🤖 AI Summary
Sparse and delayed rewards severely hinder the practical deployment of reinforcement learning (RL). To address this, we propose ARES—the first fully offline reward shaping method that requires neither online interaction nor task-specific prior knowledge. Leveraging Transformer-based attention mechanisms, ARES automatically learns dense, shaped rewards from low-quality trajectory data (e.g., generated by random policies). It is algorithm-agnostic, seamlessly integrating with any RL framework, and exhibits strong robustness to extreme reward delay and data noise—without restricting applicability to goal-oriented tasks. Empirical evaluations across diverse environments and RL algorithms demonstrate that ARES significantly improves sample efficiency and convergence speed, enabling efficient solutions to tasks previously intractable or requiring prohibitively large datasets.
📝 Abstract
Sparse and delayed reward functions pose a significant obstacle for real-world Reinforcement Learning (RL) applications.
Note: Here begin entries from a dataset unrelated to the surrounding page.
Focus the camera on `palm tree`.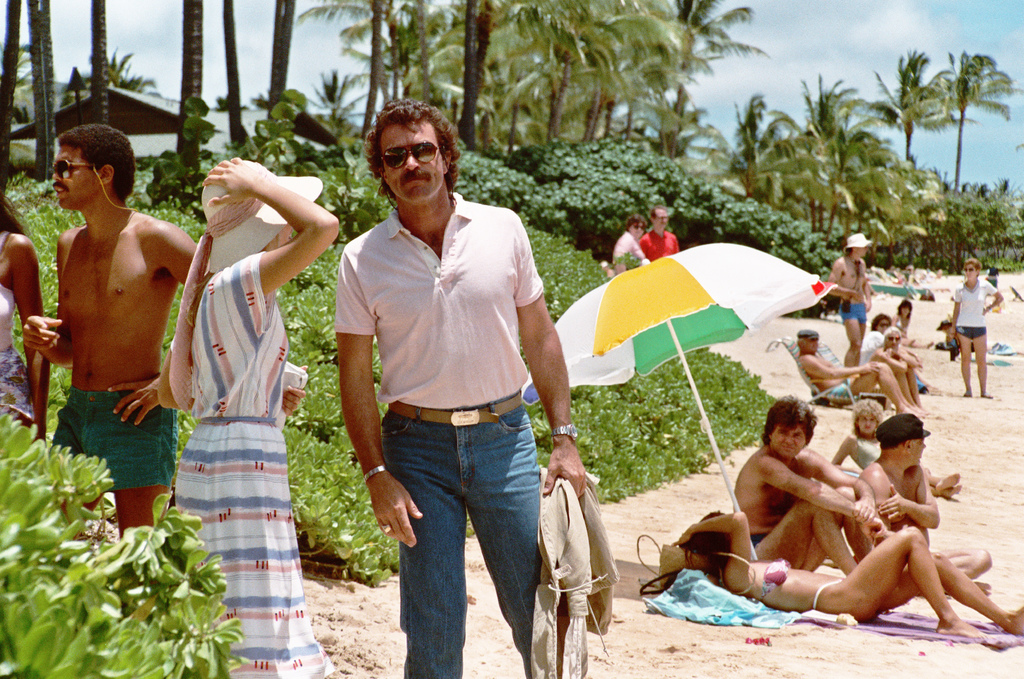
Focus region: box(897, 44, 949, 189).
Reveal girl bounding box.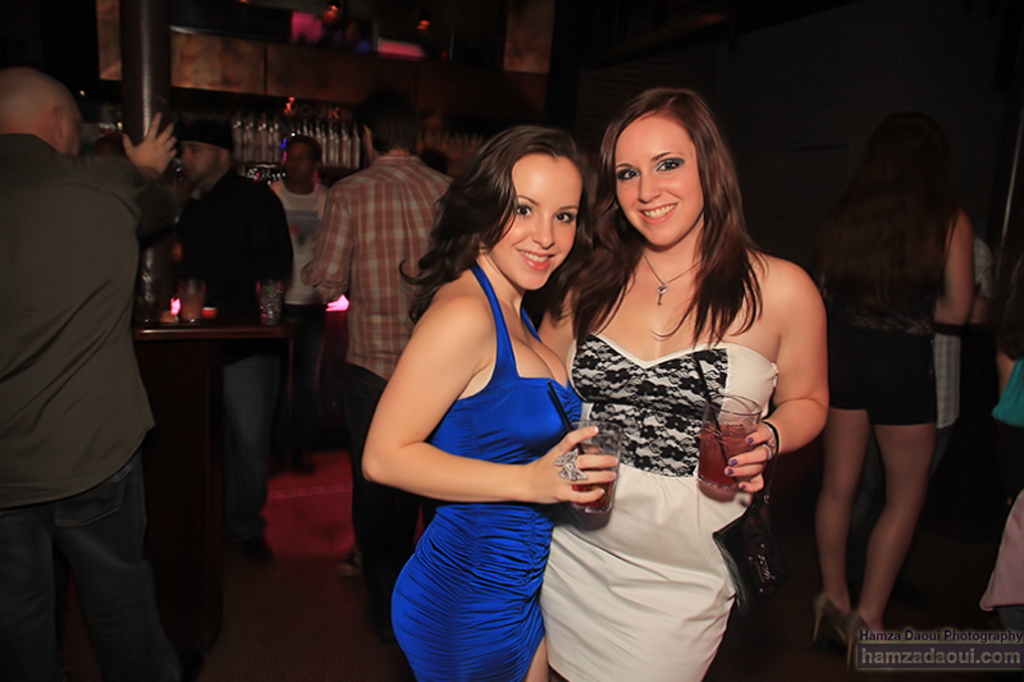
Revealed: <box>534,78,837,681</box>.
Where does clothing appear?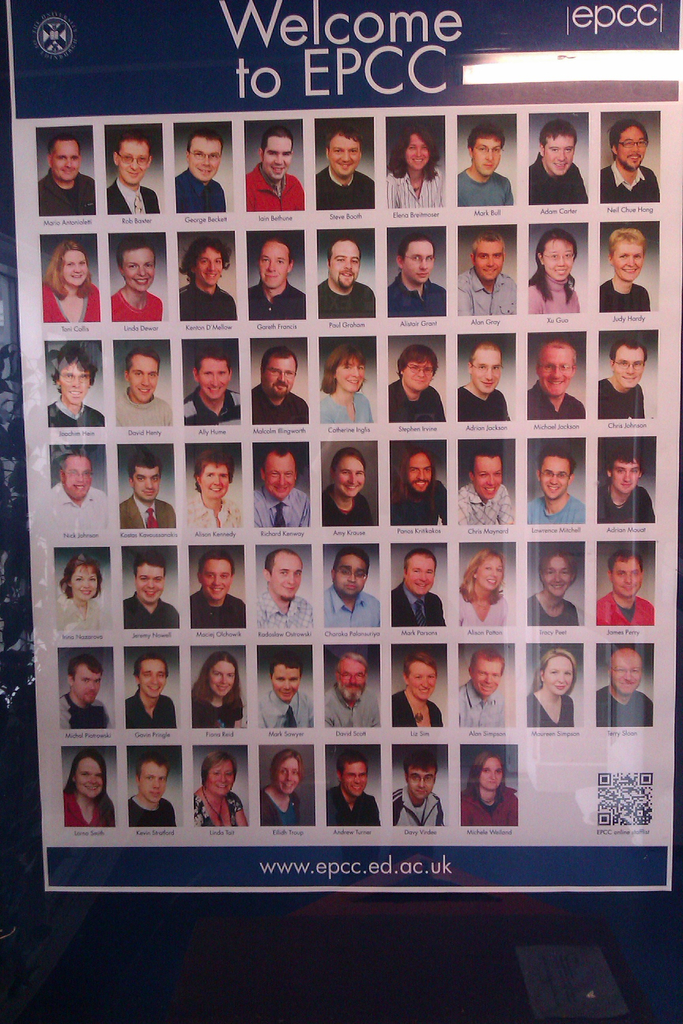
Appears at x1=388, y1=167, x2=445, y2=207.
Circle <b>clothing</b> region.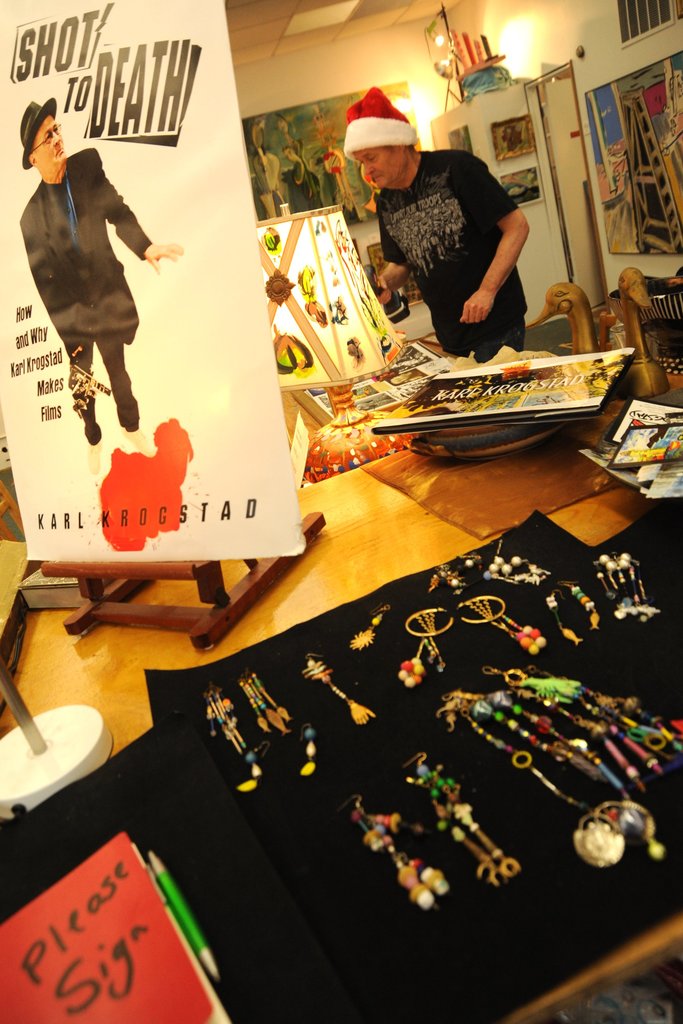
Region: rect(19, 145, 145, 423).
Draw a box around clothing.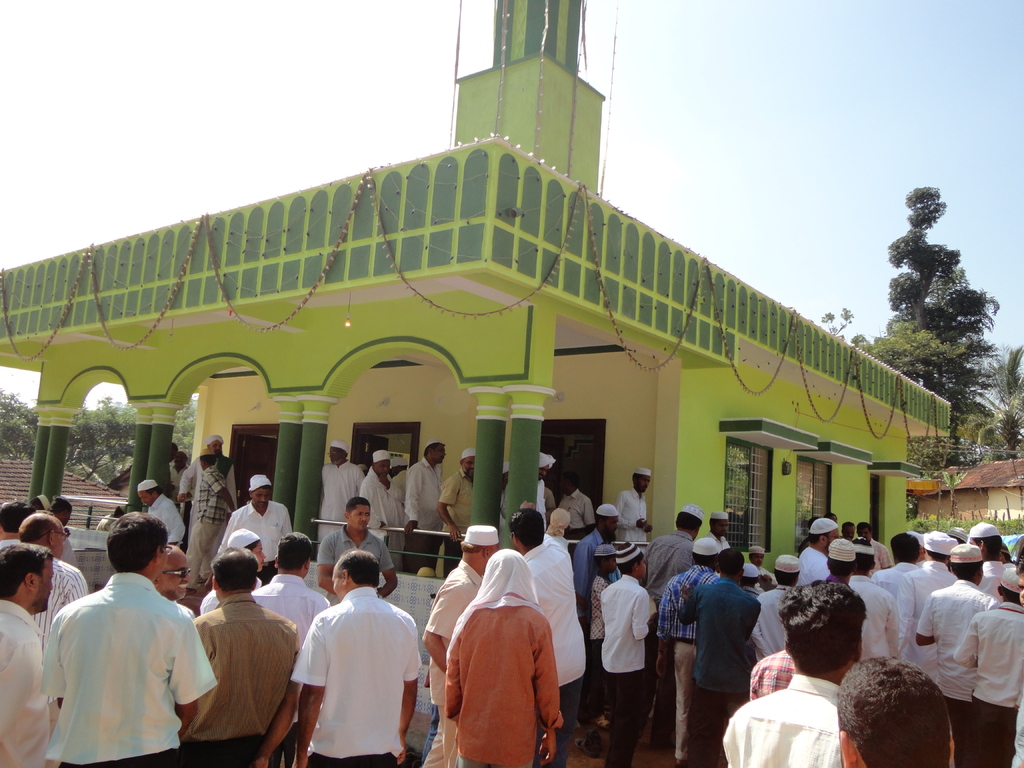
bbox=[723, 674, 843, 767].
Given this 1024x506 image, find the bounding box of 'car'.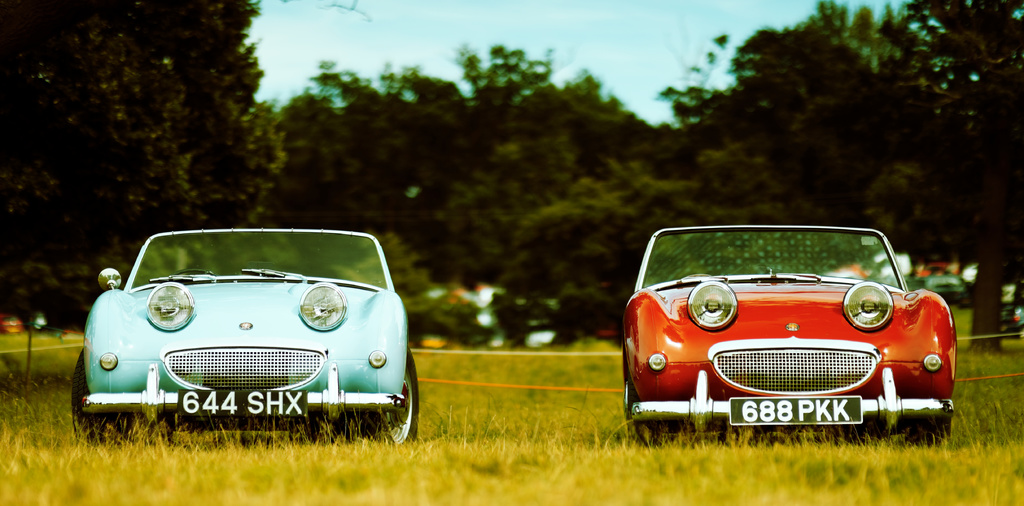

In this work, we propose Attention-based REward Shaping (ARES), a general and robust algorithm which uses a transformer's attention mechanism to generate shaped rewards and create a dense reward function for any environment. ARES requires a set of episodes and their final returns as input. It can be trained entirely offline and is able to generate meaningful shaped rewards even when using small datasets or episodes produced by agents taking random actions. ARES is compatible with any RL algorithm and can handle any level of reward sparsity. In our experiments, we focus on the most challenging case where rewards are fully delayed until the end of each episode. We evaluate ARES across a diverse range of environments, widely used RL algorithms, and baseline methods to assess the effectiveness of the shaped rewards it produces. Our results show that ARES can significantly improve learning in delayed reward settings, enabling RL agents to train in scenarios that would otherwise require impractical amounts of data or even be unlearnable. To our knowledge, ARES is the first approach that works fully offline, remains robust to extreme reward delays and low-quality data, and is not limited to goal-based tasks.